Weezy smiled lazily and leaned her head against his shoulder. “That’s nice. I don’t get to hear the word ‘loutish’ nearly often enough these days.”
“The English language is going down the drain. Such a rich, varied vocabulary, and no one uses it anymore.”
They rode for a while in comfortable silence.
“So it doesn’t look
like the article in People magazine will be forthcoming,” said Snooky. “Are you devastated?”
“Oh, no. Of course I’d like it, but I don’t need it. And I’m already thinking that I might try to do something new for the Genuardi Gallery next year, instead of duplicating the paintings that were ruined. I think I’ll try something different … a whole new look … something I’ve been thinking about for a while, but I didn’t have the energy before …” She turned back to the window in absorption, her eyes wide and unseeing.
“That’s good,” he said, but she was no longer listening.
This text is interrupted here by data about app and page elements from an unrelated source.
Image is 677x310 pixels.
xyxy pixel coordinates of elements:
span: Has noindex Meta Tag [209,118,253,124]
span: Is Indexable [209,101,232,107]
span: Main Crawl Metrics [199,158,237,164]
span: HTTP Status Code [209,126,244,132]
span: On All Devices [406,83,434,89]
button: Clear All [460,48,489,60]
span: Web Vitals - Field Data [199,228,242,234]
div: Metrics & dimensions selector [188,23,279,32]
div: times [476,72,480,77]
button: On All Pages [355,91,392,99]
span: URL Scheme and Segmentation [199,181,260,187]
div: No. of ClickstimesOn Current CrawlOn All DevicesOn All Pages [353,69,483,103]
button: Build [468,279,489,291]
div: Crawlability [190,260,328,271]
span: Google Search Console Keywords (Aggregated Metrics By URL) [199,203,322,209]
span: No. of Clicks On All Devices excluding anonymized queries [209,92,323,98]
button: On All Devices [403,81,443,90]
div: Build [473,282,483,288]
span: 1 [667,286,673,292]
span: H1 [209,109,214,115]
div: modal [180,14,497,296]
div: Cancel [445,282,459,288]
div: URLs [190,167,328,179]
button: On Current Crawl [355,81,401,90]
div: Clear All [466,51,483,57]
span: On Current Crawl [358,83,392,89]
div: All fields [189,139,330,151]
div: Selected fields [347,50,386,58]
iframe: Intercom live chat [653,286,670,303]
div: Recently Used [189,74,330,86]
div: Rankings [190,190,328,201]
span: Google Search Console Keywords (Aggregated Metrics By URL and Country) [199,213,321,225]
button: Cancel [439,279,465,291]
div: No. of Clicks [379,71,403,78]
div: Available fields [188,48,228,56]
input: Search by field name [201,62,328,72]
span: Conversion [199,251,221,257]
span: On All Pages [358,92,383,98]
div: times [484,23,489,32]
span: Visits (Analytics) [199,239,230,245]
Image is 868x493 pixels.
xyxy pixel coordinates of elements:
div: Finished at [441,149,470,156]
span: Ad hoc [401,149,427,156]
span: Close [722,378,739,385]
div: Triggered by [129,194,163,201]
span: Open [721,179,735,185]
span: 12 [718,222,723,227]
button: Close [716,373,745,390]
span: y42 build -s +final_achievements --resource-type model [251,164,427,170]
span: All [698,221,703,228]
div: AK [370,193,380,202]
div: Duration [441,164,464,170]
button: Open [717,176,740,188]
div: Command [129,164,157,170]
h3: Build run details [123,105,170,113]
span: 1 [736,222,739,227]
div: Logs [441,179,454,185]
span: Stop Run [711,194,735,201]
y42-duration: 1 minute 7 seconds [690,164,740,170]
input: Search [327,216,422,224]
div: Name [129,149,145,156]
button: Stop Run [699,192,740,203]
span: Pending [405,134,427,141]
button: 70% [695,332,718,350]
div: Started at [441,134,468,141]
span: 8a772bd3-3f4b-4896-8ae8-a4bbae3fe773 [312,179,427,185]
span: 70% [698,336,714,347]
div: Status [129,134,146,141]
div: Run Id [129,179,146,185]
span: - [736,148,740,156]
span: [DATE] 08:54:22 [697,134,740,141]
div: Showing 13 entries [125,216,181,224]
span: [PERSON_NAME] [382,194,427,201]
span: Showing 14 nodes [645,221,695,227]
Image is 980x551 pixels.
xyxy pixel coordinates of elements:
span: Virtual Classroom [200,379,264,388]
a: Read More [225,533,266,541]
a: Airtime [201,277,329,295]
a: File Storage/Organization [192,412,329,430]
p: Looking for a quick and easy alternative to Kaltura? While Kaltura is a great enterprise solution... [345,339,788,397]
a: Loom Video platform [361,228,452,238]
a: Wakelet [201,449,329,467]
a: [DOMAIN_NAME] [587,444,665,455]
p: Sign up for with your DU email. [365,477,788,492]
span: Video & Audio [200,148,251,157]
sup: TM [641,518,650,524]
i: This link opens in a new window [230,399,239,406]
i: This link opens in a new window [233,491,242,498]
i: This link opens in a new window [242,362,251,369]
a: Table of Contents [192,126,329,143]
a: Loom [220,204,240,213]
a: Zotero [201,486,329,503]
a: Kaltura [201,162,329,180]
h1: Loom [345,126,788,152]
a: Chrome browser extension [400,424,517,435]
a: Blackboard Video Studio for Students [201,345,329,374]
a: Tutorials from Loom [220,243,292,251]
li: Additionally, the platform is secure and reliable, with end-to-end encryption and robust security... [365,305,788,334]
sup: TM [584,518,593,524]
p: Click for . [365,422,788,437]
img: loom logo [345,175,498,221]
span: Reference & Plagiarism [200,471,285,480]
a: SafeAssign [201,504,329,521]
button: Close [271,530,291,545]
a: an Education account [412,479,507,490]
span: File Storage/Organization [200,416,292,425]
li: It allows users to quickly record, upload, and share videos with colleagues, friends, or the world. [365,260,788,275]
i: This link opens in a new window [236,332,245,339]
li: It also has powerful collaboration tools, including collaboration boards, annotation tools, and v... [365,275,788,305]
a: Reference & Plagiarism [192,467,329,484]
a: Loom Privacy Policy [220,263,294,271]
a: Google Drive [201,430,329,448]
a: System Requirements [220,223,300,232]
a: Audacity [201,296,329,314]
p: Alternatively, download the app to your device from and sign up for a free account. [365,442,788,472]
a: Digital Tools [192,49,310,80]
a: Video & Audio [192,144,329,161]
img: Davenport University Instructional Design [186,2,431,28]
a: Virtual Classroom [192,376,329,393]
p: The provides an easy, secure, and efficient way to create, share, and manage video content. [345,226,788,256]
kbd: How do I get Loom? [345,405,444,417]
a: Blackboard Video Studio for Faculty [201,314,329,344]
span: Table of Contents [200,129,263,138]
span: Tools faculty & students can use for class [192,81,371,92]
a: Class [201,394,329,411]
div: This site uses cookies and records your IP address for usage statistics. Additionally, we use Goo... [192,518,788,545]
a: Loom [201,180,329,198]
She was watching a carousel of forms and colors rotating gently inside her head.
Weezy called up her students on the phone and told them that she was teaching again. At the beginning of the first class, she announced that the person who had wrecked the studio had been caught, and that they were all off the hook.
“For which I hope you’ll be suitably grateful,” she said. “And, by the way, Alice’s paintings were simply overlooked, that’s all. The person who did this never met any of you. I don’t want to go into this, but it’s someone who knows me and nobody else.”
There were expressions of relief, and a palpable easing of tension in the room. Alice, in particular, looked smug. “I told you it wasn’t me.”
“So you did, my dear.”
The class went well; everyone was on their best behavior. Mrs. Castor said to Weezy, “You look happy again.”
“I am, thanks.”
“Enjoyed your vacation?”
“More than I can say. Snooky told me it was your idea for us to get away from here. I can’t thank you enough.”
“You were looking tired,” said the old lady. “I’m glad to see you looking so well now.”
After class, Weezy asked Elmo to follow her into the living room for a private chat. He stood with his arms folded, surveying her quizzically. “Yes?”
“Elmo, you shithead,” she said affably. “Why did you mess up Alice’s stuff?”
He did not argue. “How’d you find out?”
“As soon as I figured out that somebody else had done the major damage, it was clear to me that only you would have the nerve to do that to Alice. I know you pretty well.”